It’s not just in India where social media platforms are facing the heat whether it’s WhatsApp or Twitter or Google or Facebook or you name it. Globally tech companies are coming under increased and intense scrutiny as sovereign governments look to tighten the regulatory screws.
Now, Facebook’s WhatsApp faces a complaint from European Union consumer groups who say the chat service has been unfairly pressuring users to accept a new privacy update in what it calls a breach of the bloc’s regulations.
The European Consumer Organisation, or BEUC, filed a complaint Monday over the way WhatsApp has brought in changes to its terms of service and privacy policy, saying they aren’t transparent or easily understood by users, AP reported from London.
Many WhatsApp users switched to other chat apps like Signal and Telegram because of privacy concerns when the update was rolled out earlier this year because of concerns the changes would give Facebook access to more information on users.
WhatsApp has been bombarding users for months with aggressive and persistent pop-up messages to force them to accept its new terms of use and privacy policy,” BEUC Director General Monique Goyens said. They’ve been telling users that their access to their app will be cut off if they do not accept the new terms. Yet consumers don’t know what they’re actually accepting.
BEUC and consumer rights groups from eight member countries filed the complaint to the EU’s executive Commission and the bloc’s network of consumer authorities.
WhatsApp said the complaint is based on a misunderstanding of the update’s purpose and effect and would welcome the opportunity to explain it to the BEUC.
Meanwhile, in India, faced with a similar situation WhatsApp told a Delhi court last week that it has put its privacy policy for Indians on hold till the time the Parliament brings in a personal data protection law, which is pending House approvals.
India’s proposed data protection law seeks to regulate the use of individual’s data by the government and private companies. A joint committee of Parliament is presently examining a Bill relating to data protection. The panel has been given time till the monsoon session of Parliament — likely to start later this month — to submit its report.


[Activity] Set down the lines that begin at the top of the records and end with the line containing "pyautogui.click(x=<x>, y=<y>)", and drop every picture.

[Available records]
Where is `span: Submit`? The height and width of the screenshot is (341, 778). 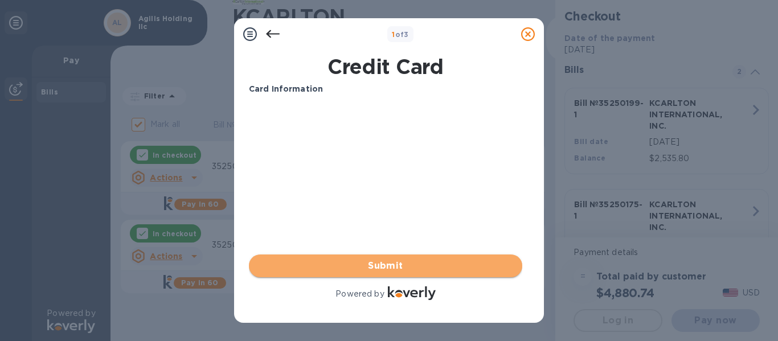
span: Submit is located at coordinates (386, 266).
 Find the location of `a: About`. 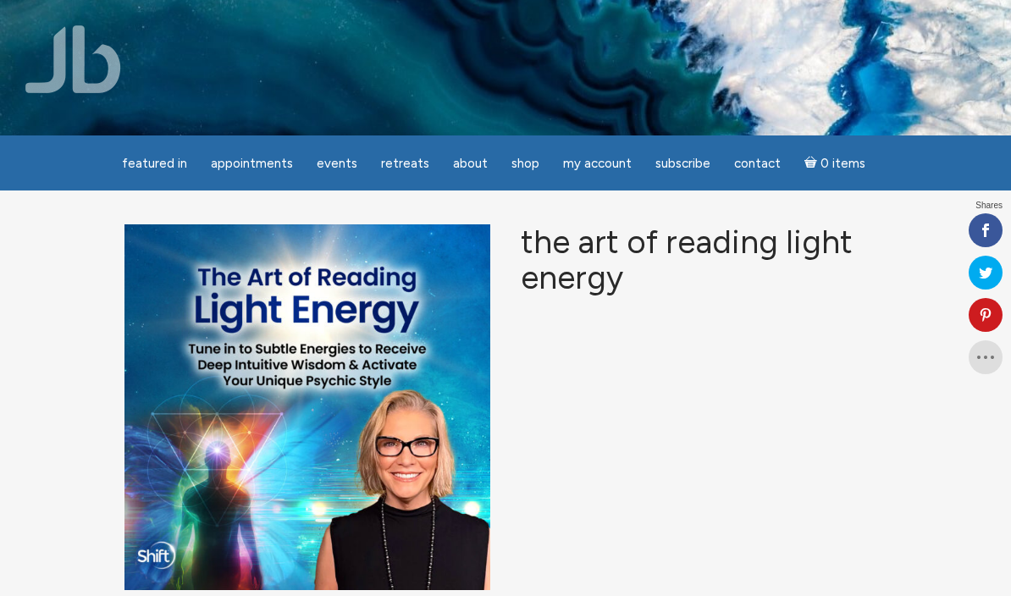

a: About is located at coordinates (470, 163).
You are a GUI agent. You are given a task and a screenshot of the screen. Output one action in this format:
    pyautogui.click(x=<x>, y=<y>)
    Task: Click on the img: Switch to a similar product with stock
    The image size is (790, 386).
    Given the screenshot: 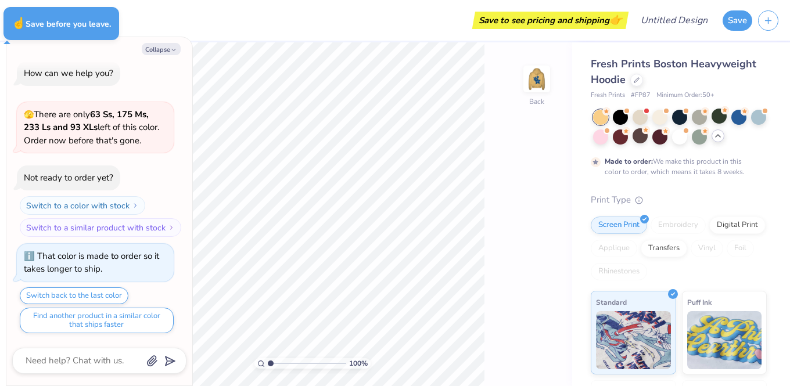 What is the action you would take?
    pyautogui.click(x=171, y=228)
    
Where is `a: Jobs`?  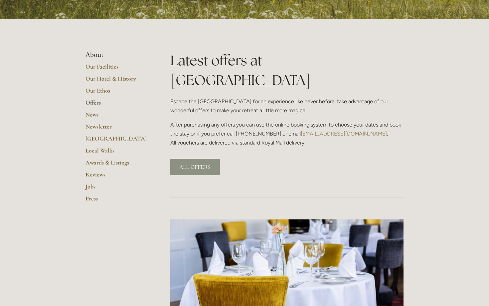
a: Jobs is located at coordinates (117, 189).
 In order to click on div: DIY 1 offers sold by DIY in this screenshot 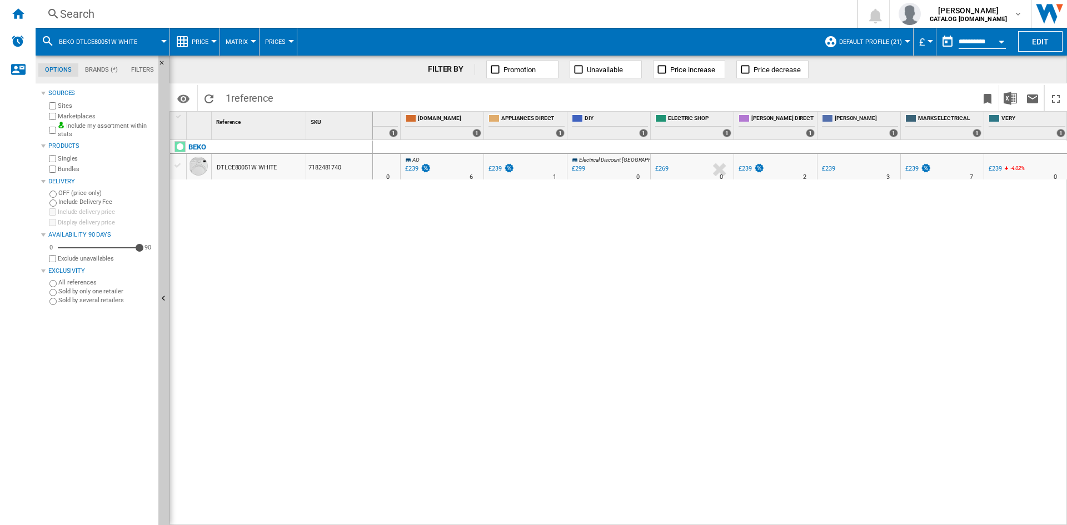, I will do `click(610, 126)`.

[Final answer]
Where is `span: Submit`? The height and width of the screenshot is (341, 778). 
span: Submit is located at coordinates (386, 266).
 Find the location of `a: About`. 

a: About is located at coordinates (470, 163).
You are a GUI agent. You are given a task and a screenshot of the screen. Output one action in this format:
    pyautogui.click(x=<x>, y=<y>)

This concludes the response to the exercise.